In order to enact tariffs, the US would have to pull out of the WTO. If the US tried to block Chinese imports with high tariffs China would be forced to exhert their control over the US economy. You see, China owns the US. Way more than 50% of the country is indirectly owned by the Chinese because of their loans.
If the US insisted and told China their loans were worthless nobody would trade with the US anymore because they couldn't be trusted.
If we insisted on tariffs on Chinese goods the result would likely be a shooting war, one that right now the US would lose badly in.
Nope, sorry. We are stuck with the way things are for a very, very long time.
Mostly, people that I run into are looking for an easy way to get what they want. If someone comes up to them and offers them $10,000 for doing something illegal more often than not they are going to be thinking "Gosh, $10,000... what can I buy with that?" rather than "How many years might I be in prison if I get caught?"

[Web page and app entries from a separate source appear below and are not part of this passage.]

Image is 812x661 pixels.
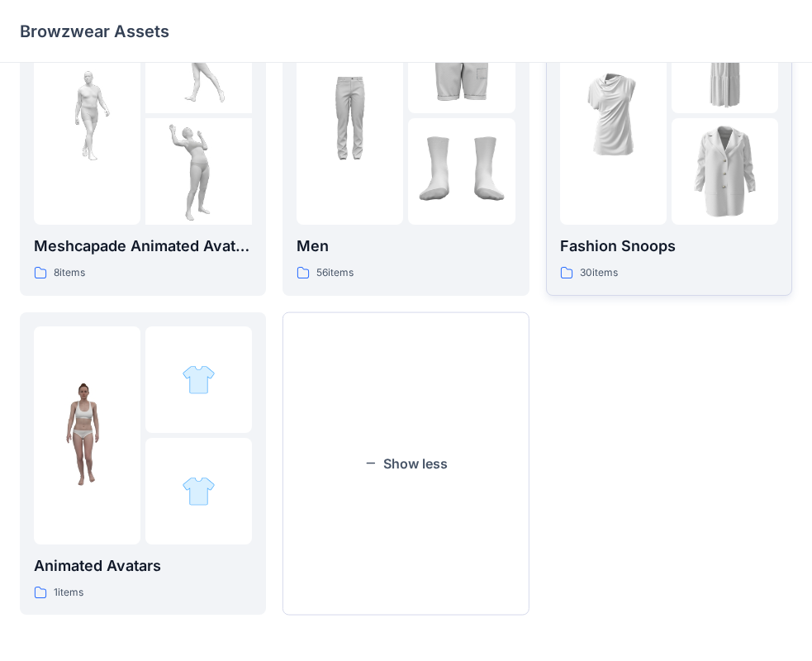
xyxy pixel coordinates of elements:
[182,363,216,397] img: folder 2
[297,234,514,258] p: Men
[182,474,216,508] img: folder 3
[20,313,266,615] a: folder 1folder 2folder 3Animated Avatars1items
[34,555,252,578] p: Animated Avatars
[146,119,252,225] img: folder 3
[34,62,140,169] img: folder 1
[580,264,618,282] p: 30 items
[672,119,779,225] img: folder 3
[54,264,85,282] p: 8 items
[283,313,528,615] button: Show less
[34,234,252,258] p: Meshcapade Animated Avatars
[560,234,779,258] p: Fashion Snoops
[408,119,514,225] img: folder 3
[316,264,354,282] p: 56 items
[34,382,140,488] img: folder 1
[560,62,667,169] img: folder 1
[20,20,169,43] p: Browzwear Assets
[54,584,83,601] p: 1 items
[297,62,403,169] img: folder 1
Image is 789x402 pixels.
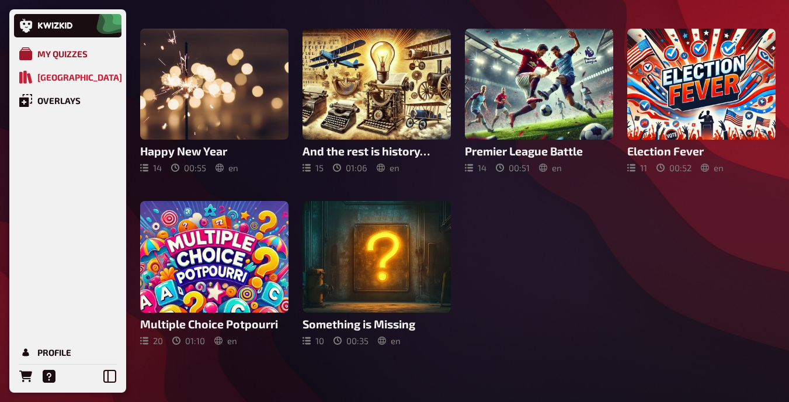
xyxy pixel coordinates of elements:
[303,162,324,173] div: 15
[37,365,61,388] a: Help
[14,365,37,388] a: Orders
[657,162,692,173] div: 00 : 52
[140,335,163,346] div: 20
[214,335,237,346] div: en
[465,162,487,173] div: 14
[140,317,289,331] h3: Multiple Choice Potpourri
[378,335,401,346] div: en
[539,162,562,173] div: en
[37,48,88,59] div: My Quizzes
[216,162,238,173] div: en
[628,144,776,158] h3: Election Fever
[14,341,122,364] a: Profile
[303,201,451,346] a: Something is Missing1000:35en
[14,89,122,112] a: Overlays
[14,42,122,65] a: My Quizzes
[171,162,206,173] div: 00 : 55
[465,29,614,174] a: Premier League Battle1400:51en
[140,162,162,173] div: 14
[37,72,122,82] div: [GEOGRAPHIC_DATA]
[303,144,451,158] h3: And the rest is history…
[140,201,289,346] a: Multiple Choice Potpourri2001:10en
[496,162,530,173] div: 00 : 51
[303,335,324,346] div: 10
[140,144,289,158] h3: Happy New Year
[701,162,724,173] div: en
[377,162,400,173] div: en
[628,29,776,174] a: Election Fever1100:52en
[333,162,368,173] div: 01 : 06
[465,144,614,158] h3: Premier League Battle
[172,335,205,346] div: 01 : 10
[303,29,451,174] a: And the rest is history…1501:06en
[14,65,122,89] a: Quiz Library
[140,29,289,174] a: Happy New Year1400:55en
[37,95,81,106] div: Overlays
[303,317,451,331] h3: Something is Missing
[334,335,369,346] div: 00 : 35
[628,162,647,173] div: 11
[37,347,71,358] div: Profile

Further, in the US the actual conviction rate is pretty low for just about everything. So unless you are a complete idiot and brag to random people in a bar (one of whom might be a cop) about your exploits, you stand a pretty good chance of getting away with anything. A couple of times. See, the fact that it may only be a 20% conviction rate means that if you rob five stores your chances are not 0.20 / 5 (0.04) but 0.20 * 5 (1.00) - sooner or later a life of crime will catch up with you. Problem is, the fact you are almost certainly going to get away the first few times makes it look like easy money. And people certainly believe the odds are in their favor and only the unlucky get caught.
The same goes for just about any sort of crime, not just armed robbery. Dealing drugs? Sure. Stealing from the cash register at work? Easy. And it is addicting coming home with a pocket full of money that used to belong to someone else.
We also have this odd policy in the US that says children that commit crimes are treated as if it was a simple mistake in their education - nobody told them that crime was wrong. So they often get away with whatever they did or just get some very mild punishment so as to not warp their little psyche. The problem is, like all humans, these children learn that crime indeed does pay even when you get caught. Because in their experience crime does pay far far better than anything else they have ever experienced.
The government reinforces this kind of thinking because punishment of crime seems random to most people involved in crime. And the government overall seems capricious and incomprehensible to people whos only interaction with it is the police and courts. The news media doesn't help either. The latest bit about only 45% of people paying taxes - they mean only 45% of people pay in extra in April but it sounds like everyone is getting a good deal except you because you know you are paying - they take them out every week.
Keep in mind that the average Chinese person is perfectly happy with awful working conditions because these conditions are 1000 times better than the farm they escaped from.
And when this person trudges to their stool for their day's work right there behind them outside the gate there are 2500 people waiting to be allowed in when someone dies and a position becomes available. Since they left the farm and there are no other jobs all they can do is wait outside the factories hoping there will be an opening and they will get it. After all, the odds of 1 in 2500 aren't that bad, are they?
This has little to do with capitalism and a lot to do with a country that is incapable of managing any sort of growth.